Experiments are prioritised based on:

  • Business goals and current bottlenecks
  • Where small changes could create outsized impact
  • What can be tested quickly with minimal risk

Running experiments across the full funnel ensures learning translates into real commercial progress, not just surface-level optimisation.

How many experiments do you run at a time?

Usually one core experiment at a time.

That’s deliberate.

In B2B, running too many experiments in parallel often:

  • Dilutes focus
  • Confuses results
  • Makes it hard to know what actually worked
  • Spreads limited resources too thin

The goal isn’t volume of experiments — it’s quality of learning.

A single experiment is typically supported by:

  • Clear hypothesis and success criteria
  • One primary variable being tested
  • Enough time and traffic to generate a meaningful signal

In some cases, small supporting tests (for example creative variations or messaging angles) may run alongside a main experiment, but there’s always one clear learning objective at a time.

This approach ensures:

  • Results are interpretable
  • Decisions are defensible
  • Learnings can be scaled or discarded quickly

For most B2B teams, progress comes faster by running fewer, better experiments — not by trying to test everything at once.

How do you decide which experiments to run first?

Experiments are prioritised based on impact, speed, and effort — with the goal of learning as much as possible, as quickly as possible, with the least risk.

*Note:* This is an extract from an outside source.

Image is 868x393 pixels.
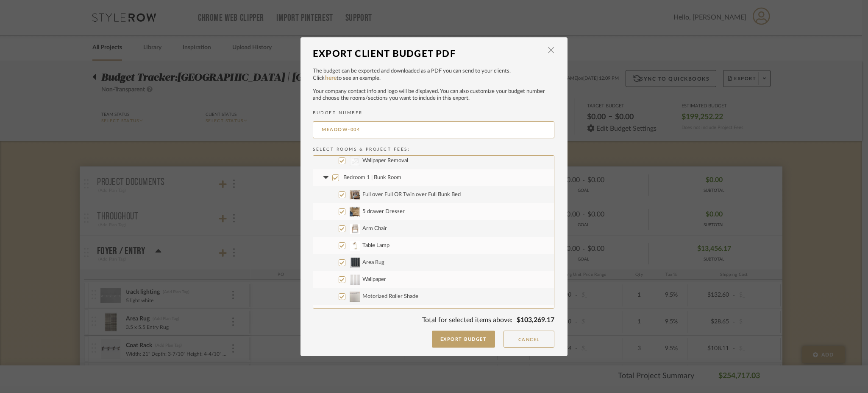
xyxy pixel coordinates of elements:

The first experiments are usually the ones that:

  • Have the highest potential impact on the business
  • Can be validated quickly with real data
  • Require the least time, budget, or engineering effort

In practice, this means starting with experiments that can:

  • Unblock revenue or pipeline
  • Improve conversion or lead quality
  • Validate or invalidate key assumptions
  • Create momentum through quick wins

Rather than running “interesting” tests, the focus is on experiments that answer the most important questions the business is facing right now.

As learnings compound, experiments become more ambitious — but only once the foundations are clear.

The aim is not to run as many experiments as possible, but to run the right experiments at the right time, so effort turns into insight and progress, not noise.

Is there a minimum commitment?

Yes — there’s a three-month minimum commitment for growth experimentation work.

That timeframe is important because it allows enough time to:

  • Identify the right problems to focus on
  • Design and run meaningful experiments
  • Gather reliable signals (not just early noise)
  • Turn learnings into clear decisions

Growth experimentation isn’t about running one-off tests. It’s about building momentum and learning over multiple cycles.

After the initial three months, the engagement can continue on a flexible, month-to-month basis.

The aim isn’t to lock you in — it’s to give experimentation a fair chance to create real value.